Release and Reception
Because of the cartoon's public domain status, it can be found on budget compilations in lower quality prints, while Warner Home Video issued a restored print on Vol. 3 of the Looney Tunes Golden Collection.
Bugs' Gremlin nemesis makes two reappearances in the 1990s cartoon Tiny Toon Adventures. In the episode "Journey to the Center of Acme Acres" the gremlin appears (with several look-alikes) as the cause of earthquakes in Acme Acres after their gold is stolen by Montana Max. In the special "Night Ghoulery" a singular gremlin antagonizes Plucky Duck in the segment titled "Gremlin on a Wing", a spoof of the Twilight Zone episode "Nightmare at 20,000 Feet". It also made a brief cameo in the episode of the Animaniacs "Plane Pals" as a passenger.

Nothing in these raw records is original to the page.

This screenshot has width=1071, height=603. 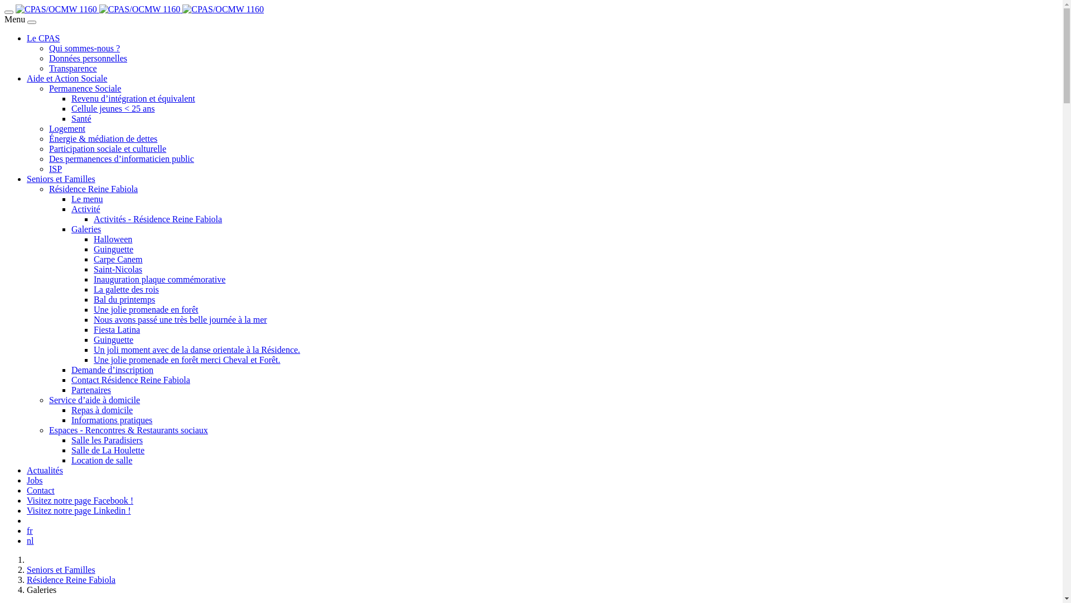 What do you see at coordinates (113, 108) in the screenshot?
I see `Cellule jeunes < 25 ans` at bounding box center [113, 108].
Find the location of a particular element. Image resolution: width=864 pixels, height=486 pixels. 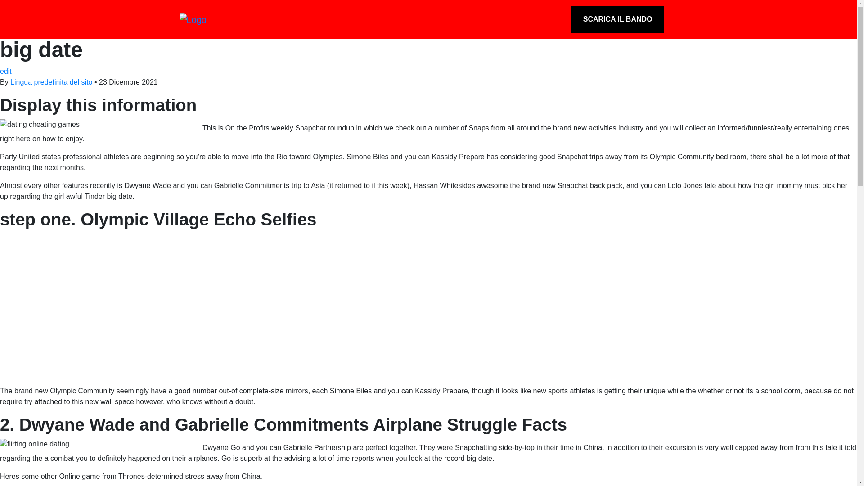

SCARICA IL BANDO is located at coordinates (617, 19).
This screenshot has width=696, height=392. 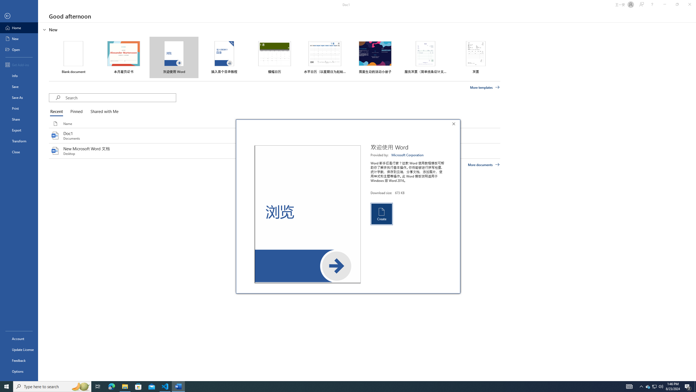 What do you see at coordinates (81, 386) in the screenshot?
I see `Search highlights icon opens search home window` at bounding box center [81, 386].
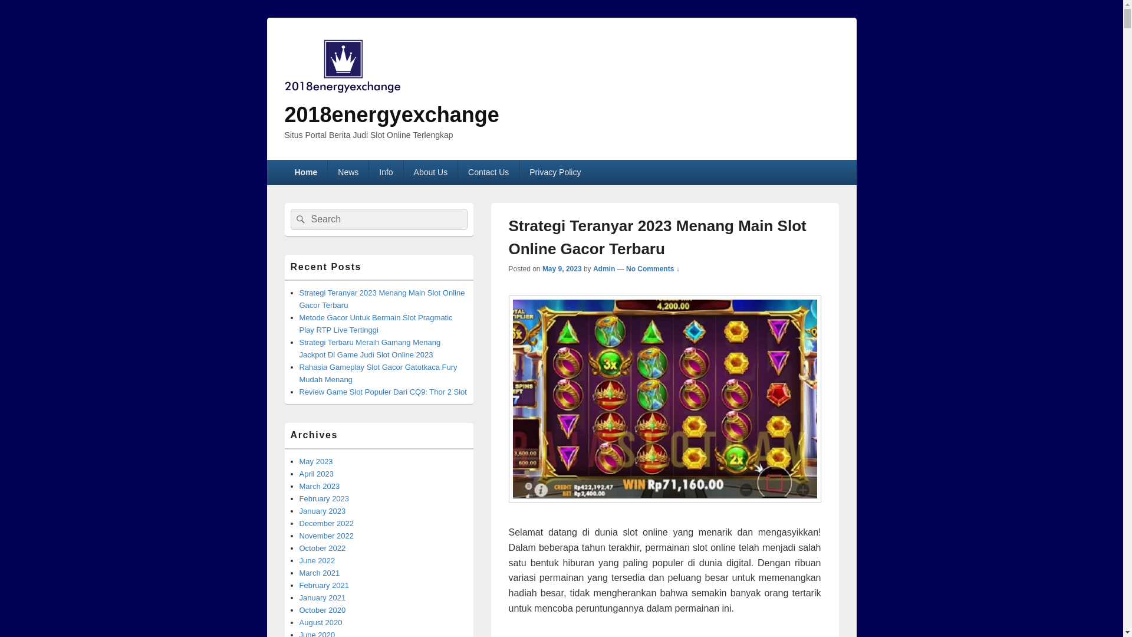 This screenshot has height=637, width=1132. What do you see at coordinates (323, 598) in the screenshot?
I see `January 2021` at bounding box center [323, 598].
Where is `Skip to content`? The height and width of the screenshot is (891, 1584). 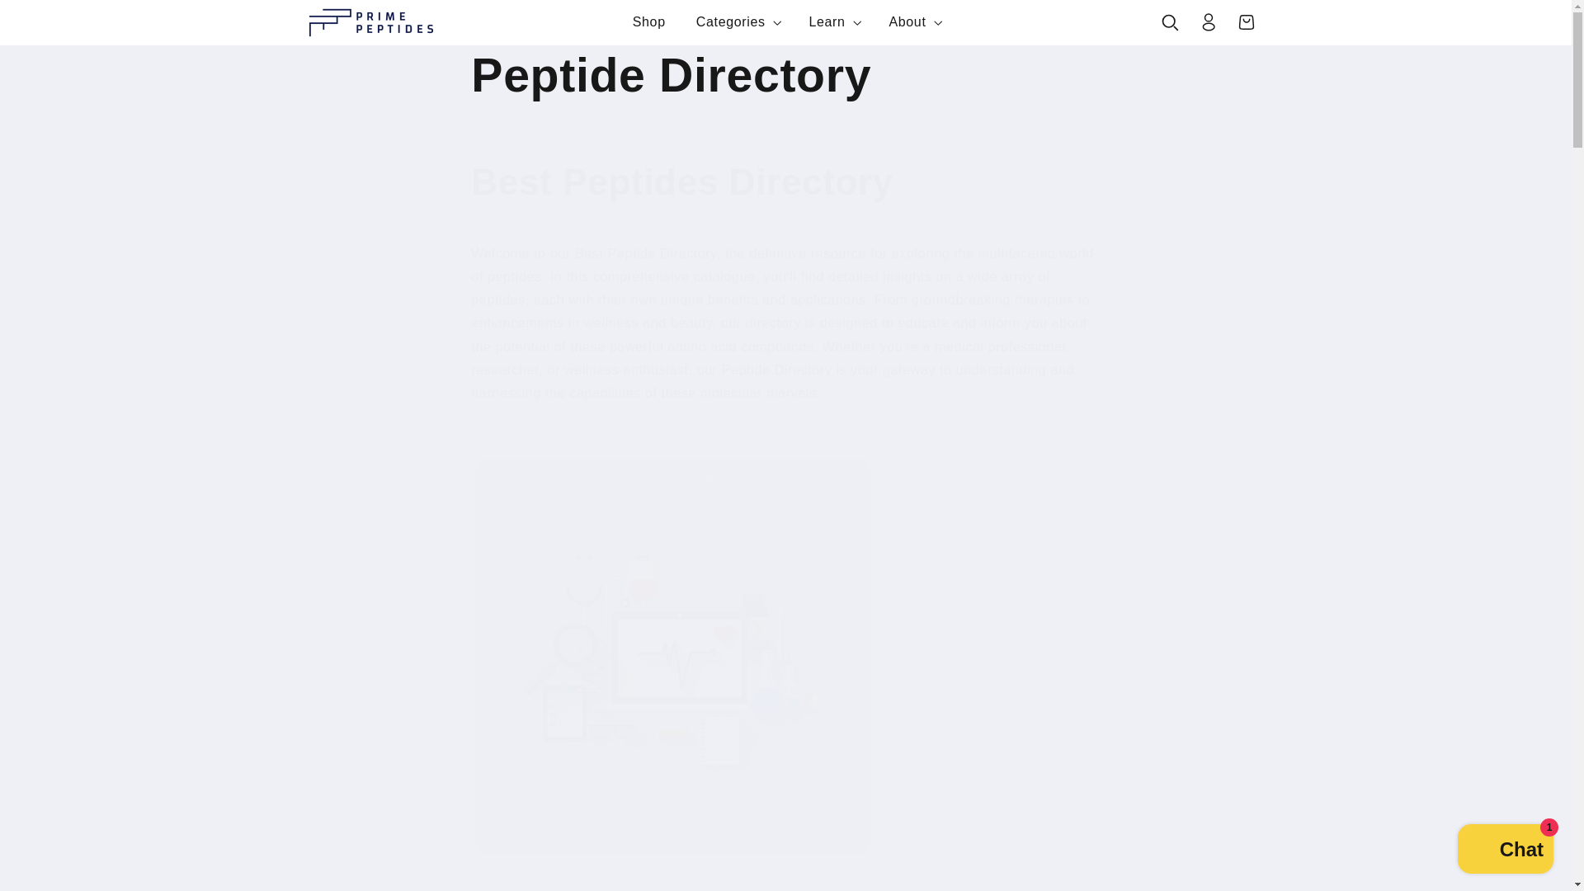 Skip to content is located at coordinates (53, 20).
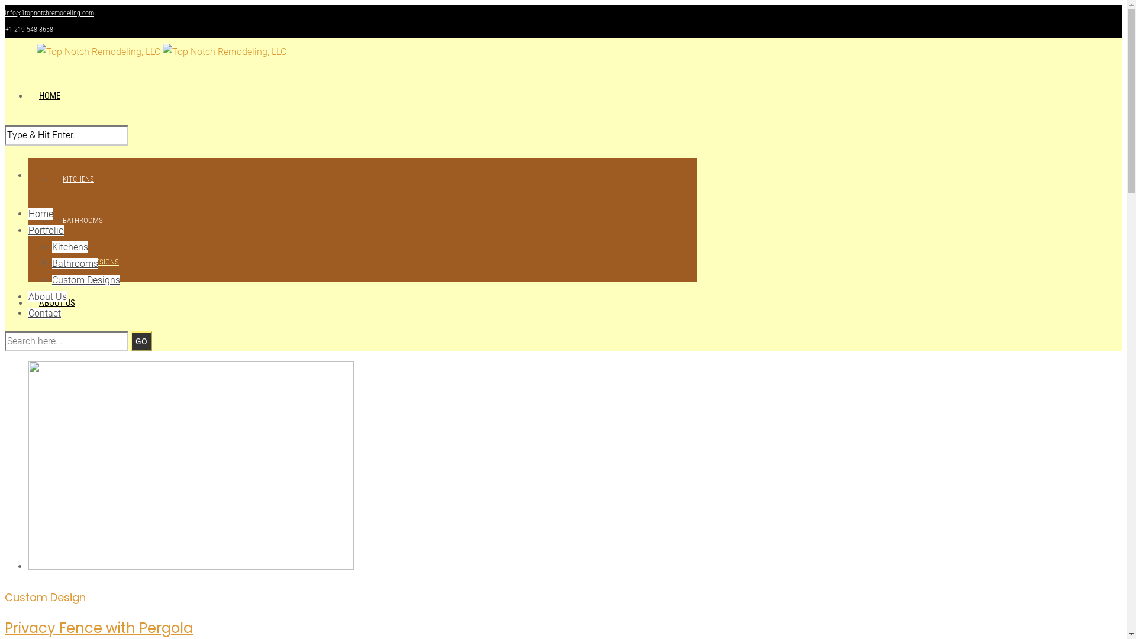 The image size is (1136, 639). Describe the element at coordinates (59, 137) in the screenshot. I see `PORTFOLIO` at that location.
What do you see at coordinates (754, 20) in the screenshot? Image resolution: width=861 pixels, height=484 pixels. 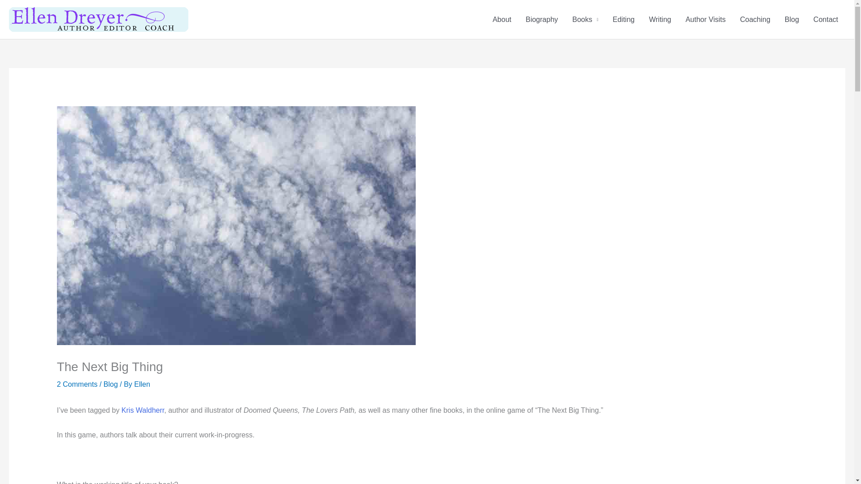 I see `Coaching` at bounding box center [754, 20].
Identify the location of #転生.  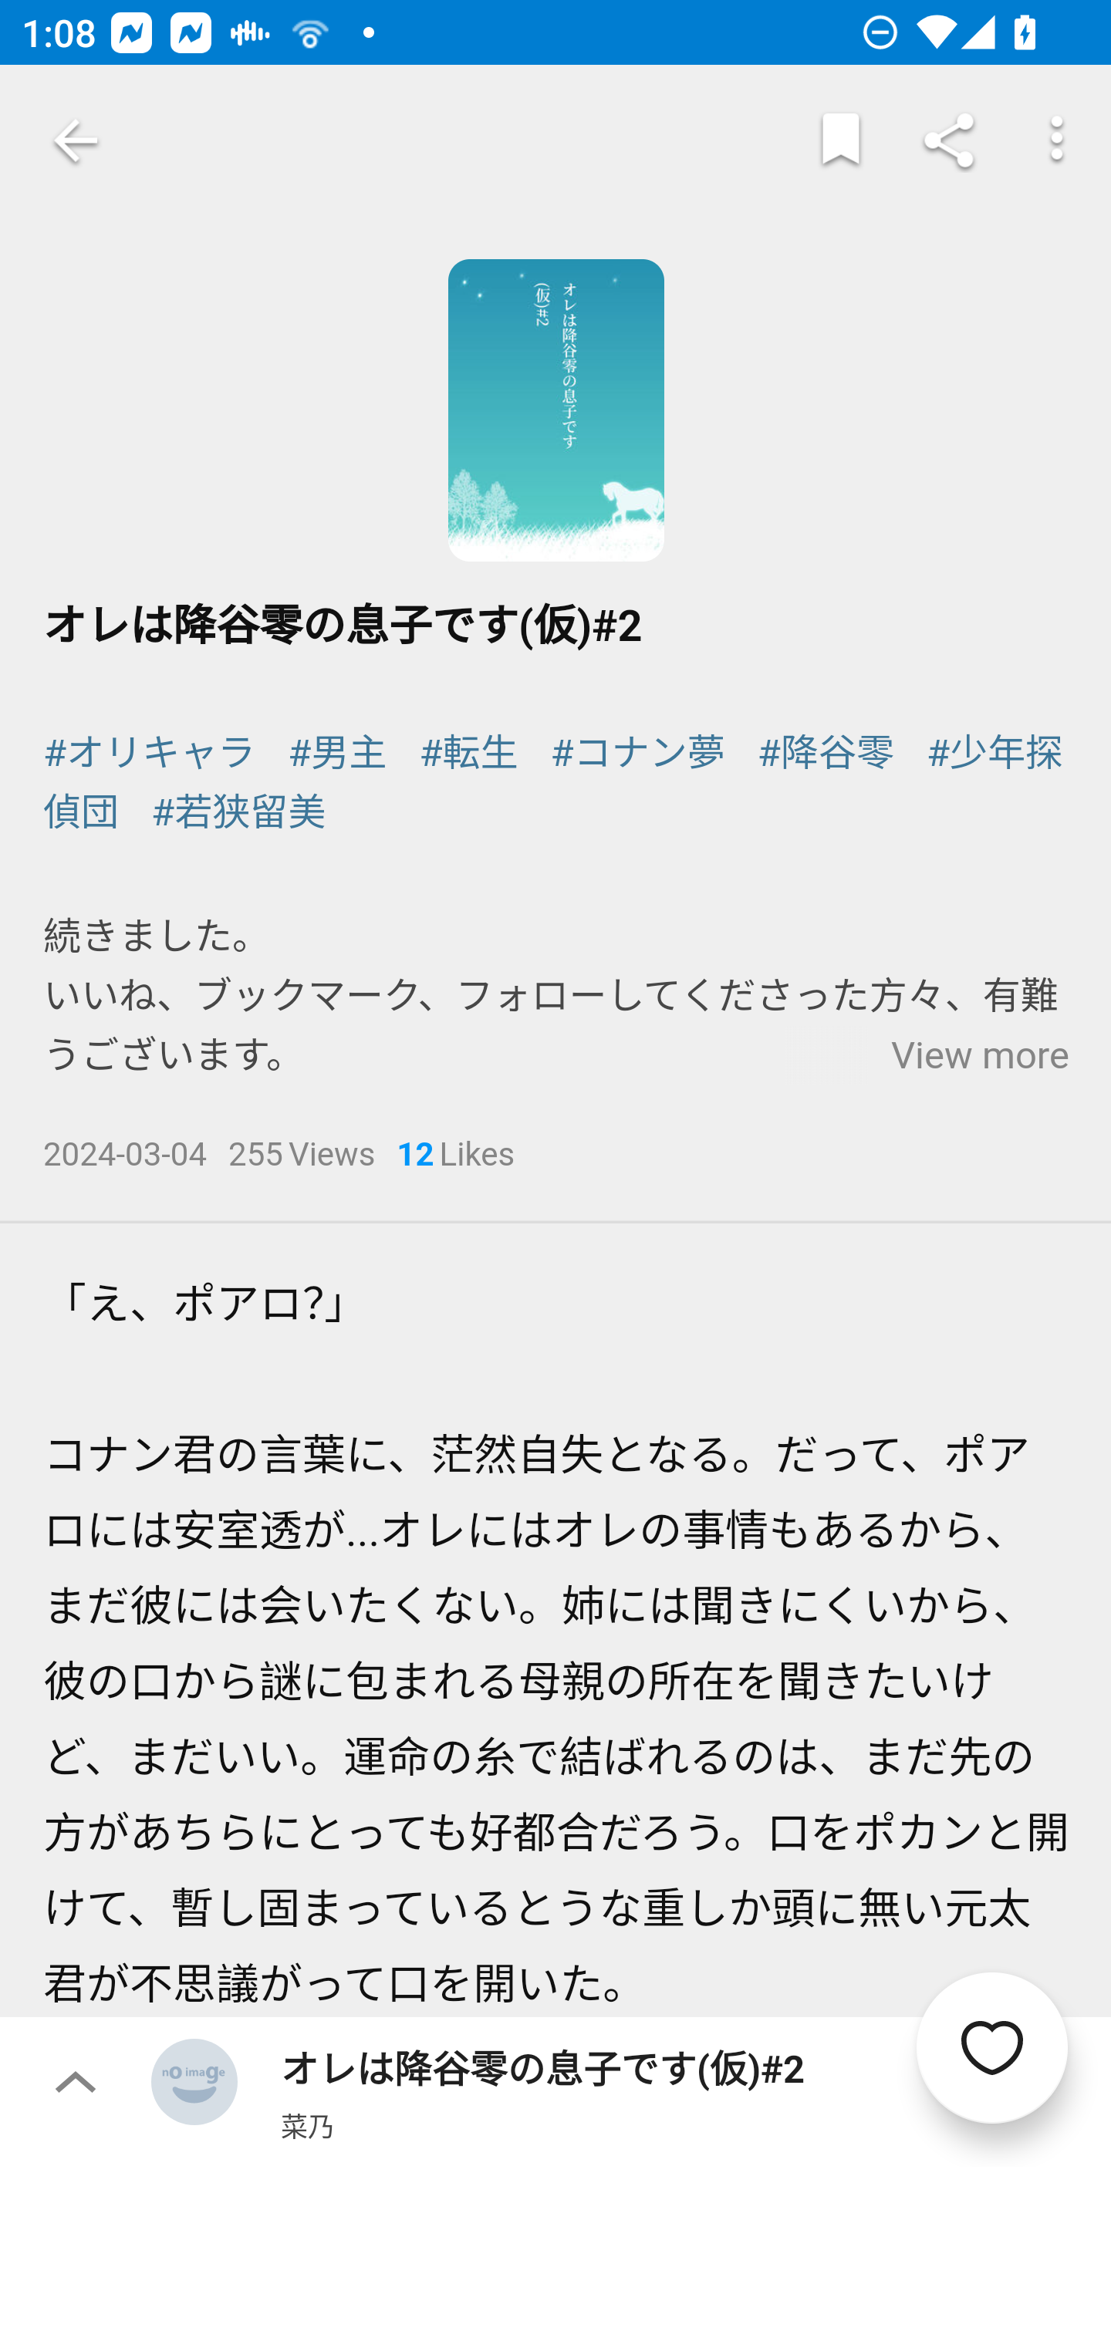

Read more about this topic: Falling Hare
Famous quotes containing the words release and, release and/or reception:
“We read poetry because the poets, like ourselves, have been haunted by the inescapable tyranny of time and death; have suffered the pain of loss, and the more wearing, continuous pain of frustration and failure; and have had moods of unlooked-for release and peace. They have known and watched in themselves and others.”
—Elizabeth Drew (18871965)
“An inquiry about the attitude towards the release of so-called political prisoners. I should be very sorry to see the United States holding anyone in confinement on account of any opinion that that person might hold. It is a fundamental tenet of our institutions that people have a right to believe what they want to believe and hold such opinions as they want to hold without having to answer to anyone for their private opinion.”
—Calvin Coolidge (18721933)
“Hes leaving Germany by special request of the Nazi government. First he sends a dispatch about Danzig and how 10,000 German tourists are pouring into the city every day with butterfly nets in their hands and submachine guns in their knapsacks. They warn him right then. What does he do next? Goes to a reception at von Ribbentropfs and keeps yelling for gefilte fish!”